Cuesta Morúa is likewise a dissident who considers the Cuban revolution an abject failure, and who downplays any U.S. responsibility for the economic conditions Cuba faces.
According to Lamrani:
Manuel Cuesta Morúa, who resides in Cuba and benefits from all the advantages of the system of social protection of the country, is a dissident linked to U.S. power through the National Endowment for Democracy, a screen office of the CIA that contributes financially to the development of the activities of the opposition to the government of Havana.
Unlike dissidents in the United States, who cannot start a political organization or journalistic enterprise without concerning themselves with how it will impact their ability to pay for health care, a mortgage, food for their family, and education, dissidents in Cuba do not have any of these worries. They enjoy a robust safety net that covers every single citizen, regardless of their view of the Cuban political system.
Many Cubans in attendance at the Summit in Panama had a different view of the dissidents than that espoused by the New York Times. They referred to the dissidents as mercenaries because of their financial links to a hostile foreign regime and coziness with anti-Castro exiles such as Luis Posada Carriles, the “Cuban bin Laden,” who has been implicated in numerous terrorist activities including the downing of a civilian airplane and a string of hotel bombings in Havana.
The Cuban Web site Juventud Rebelde reported that the Cuban delegation, which represents more than 2,000 associations and Non-Governmental Organizations from the island, denounced the presence of people who are paid by interests seeking to destabilize Cuban society and the Cuban government.

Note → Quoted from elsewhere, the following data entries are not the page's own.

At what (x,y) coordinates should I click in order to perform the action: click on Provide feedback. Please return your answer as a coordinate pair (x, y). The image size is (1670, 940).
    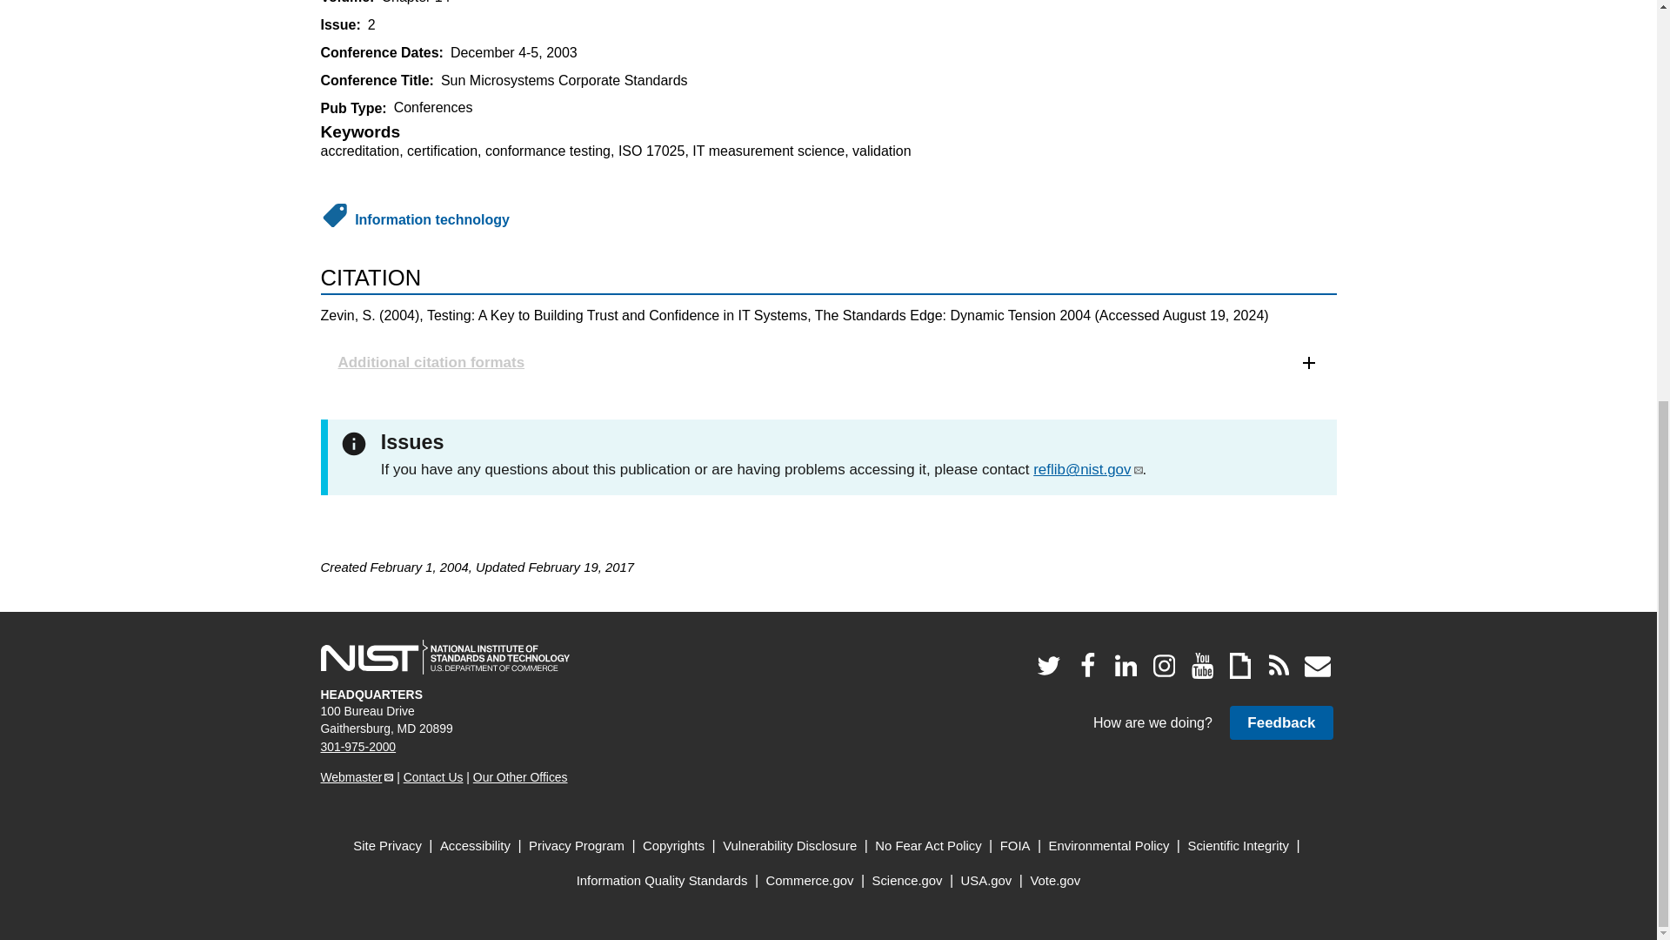
    Looking at the image, I should click on (1281, 722). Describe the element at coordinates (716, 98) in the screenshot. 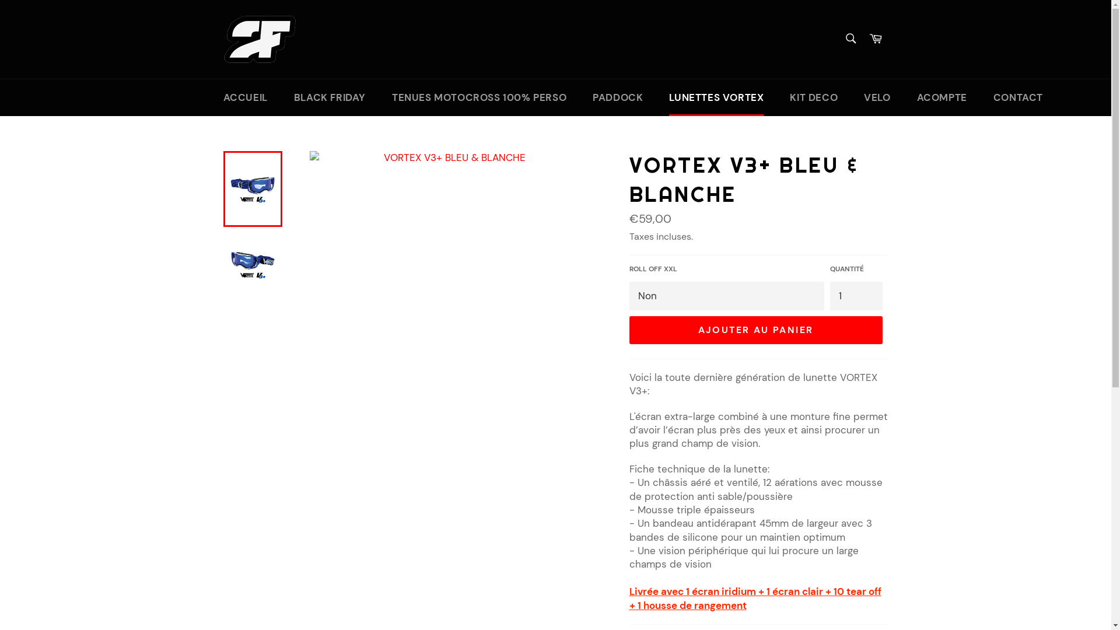

I see `LUNETTES VORTEX` at that location.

Liaena Hernandez Martinez, of the National Committee of the Federation of Cuban Women, which represents more than 4 million Cubans said that: “For the Cuba dignified and sovereign that has resisted more than five decades of blockade it is inadmissible that people are here of such low moral character.”
The Times predictably aligns itself on the side of the U.S. government regarding their opinion of the true political aspirations of Cuban people. The idea that the U.S. is a disinterested observer nudging the Cuban government in the direction of greater democracy and human rights is nothing but pure propaganda, contradicted by more than half a century of history. The U.S. has always been the aggressor against Cuba, coercing it to become a neo-colony that could be exploited by the U.S. military and corporate interests. This was true from the time the U.S. forced Cuba to implement Platt amendment that granted the Americans control of Guantanamo Bay until the U.S.-backed dictator Fulgencio Batista was ousted in 1959.
It should be no surprise that the U.S. government and corporations like the New York Times still presumptuously attempt to delegitimize the Cuban revolution and pretend that Cuban politics are best understood and articulated by those either outside Cuba or in their service as paid agents. The notion that a population can create a socioeconomic system representing the will of its people that starkly rejects the Washington Consensus is simply unthinkable. They are forced to pretend that an opposition manufactured and financed from abroad is representative of the population as a whole. It may take another 55 years to understand this is simply not the case.